The Fragility Of Moral Judgment In Large Language Models

TL;DR

The results show that LLM moral judgments are co-produced by narrative form and task scaffolding, raising reproducibility and equity concerns when outcomes depend on presentation skill rather than moral substance.

Abstract

People increasingly use large language models (LLMs) for everyday moral and interpersonal guidance, yet these systems cannot interrogate missing context and judge dilemmas as presented. We introduce a perturbation framework for testing the stability and manipulability of LLM moral judgments while holding the underlying moral conflict constant. Using 2,939 dilemmas from r/AmItheAsshole (January-March 2025), we generate three families of content perturbations: surface edits (lexical/structural noise), point-of-view shifts (voice and stance neutralization), and persuasion cues (self-positioning, social proof, pattern admissions, victim framing). We also vary the evaluation protocol (output ordering, instruction placement, and unstructured prompting). We evaluated all variants with four models (GPT-4.1, Claude 3.7 Sonnet, DeepSeek V3, Qwen2.5-72B) (N=129,156 judgments). Surface perturbations produce low flip rates (7.5%), largely within the self-consistency noise floor (4-13%), whereas point-of-view shifts induce substantially higher instability (24.3%). A large subset of dilemmas (37.9%) is robust to surface noise yet flips under perspective changes, indicating that models condition on narrative voice as a pragmatic cue. Instability concentrates in morally ambiguous cases; scenarios where no party is assigned blame are most susceptible. Persuasion perturbations yield systematic directional shifts. Protocol choices dominate all other factors: agreement between structured protocols is only 67.6% (kappa=0.55), and only 35.7% of model-scenario units match across all three protocols. These results show that LLM moral judgments are co-produced by narrative form and task scaffolding, raising reproducibility and equity concerns when outcomes depend on presentation skill rather than moral substance.
Paper Structure (71 sections, 4 equations, 4 figures, 9 tables)

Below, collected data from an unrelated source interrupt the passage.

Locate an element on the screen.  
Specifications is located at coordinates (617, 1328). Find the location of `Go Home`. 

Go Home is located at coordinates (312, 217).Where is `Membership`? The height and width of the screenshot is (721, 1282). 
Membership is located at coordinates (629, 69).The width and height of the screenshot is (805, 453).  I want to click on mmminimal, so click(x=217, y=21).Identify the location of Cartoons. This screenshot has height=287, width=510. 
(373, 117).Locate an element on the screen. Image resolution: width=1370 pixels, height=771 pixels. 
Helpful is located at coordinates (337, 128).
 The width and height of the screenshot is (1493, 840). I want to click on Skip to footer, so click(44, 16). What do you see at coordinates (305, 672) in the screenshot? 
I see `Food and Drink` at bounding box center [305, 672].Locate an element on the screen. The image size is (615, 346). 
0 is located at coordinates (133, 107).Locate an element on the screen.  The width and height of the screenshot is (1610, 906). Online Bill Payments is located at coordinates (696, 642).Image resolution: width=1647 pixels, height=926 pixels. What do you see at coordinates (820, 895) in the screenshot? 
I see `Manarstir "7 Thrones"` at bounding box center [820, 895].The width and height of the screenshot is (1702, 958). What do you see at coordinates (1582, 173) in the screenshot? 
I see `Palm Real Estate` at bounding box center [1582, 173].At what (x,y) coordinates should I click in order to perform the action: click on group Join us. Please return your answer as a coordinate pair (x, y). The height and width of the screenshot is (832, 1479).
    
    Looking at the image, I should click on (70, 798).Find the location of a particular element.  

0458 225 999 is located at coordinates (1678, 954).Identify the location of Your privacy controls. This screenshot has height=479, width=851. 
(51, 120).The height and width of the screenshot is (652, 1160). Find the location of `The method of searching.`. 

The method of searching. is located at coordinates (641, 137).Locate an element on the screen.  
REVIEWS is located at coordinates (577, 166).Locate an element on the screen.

This paper contains 71 sections, 4 equations, 4 figures, 9 tables.

Figures (4)

  • Figure 1: Baseline Uncertainty Predicts Perturbation Instability.(a) Relationship between baseline normalized entropy (NE) and perturbation flip rate across four models. NE is computed from runs 2--15 using a split-sample approach; flip rates are computed against held-out run 1 to avoid leakage. Lines show quasibinomial GLM fits (logit link). (b) Flip rates by baseline verdict category, aggregated across all models.
  • Figure 2: Verdict Instability and Asymmetric Blame Attribution by Model.(a) Flip rates by base verdict category and perturbation family. (b) Net blame direction by model and perturbation type. Values represent $(\text{flips toward blaming narrator} - \text{flips toward exonerating narrator}) / (\text{total directional flips})$, ranging from $-1$ (all flips exonerate narrator) to $+1$ (all flips blame narrator), with $0$ indicating balanced effects. Red cells indicate perturbations that shift blame toward the narrator; blue cells indicate shifts toward exonerating the narrator.
  • Figure 3: Epistemic Stance and Cross-Model Agreement Under Verification.(a) Change in net epistemic stance (boosters $-$ hedges per 100 words) between baseline and perturbed explanations. Negative values indicate more hedged, tentative language; positive values indicate more confident, direct language. Error bars show 95% confidence intervals. (b) Cross-model agreement by scenario-level verification intensity on reasoning traces. Scenarios are binned by total verification count across all models and protocols.
  • Figure 4: Protocol Instability and Distributed Blame Verdict Fate.(a) Verdict flip rates under three protocol perturbations (Explanation First, System Prompt, Unstructured) compared to the main study's verdict-first protocol, grouped by base verdict category. (b) Fate of distributed blame verdicts (All At Fault or No One At Fault) under content and protocol perturbations. Stacked bars show the percentage of verdicts that were retained versus shifted to clear blame attribution (Other At Fault or Self At Fault).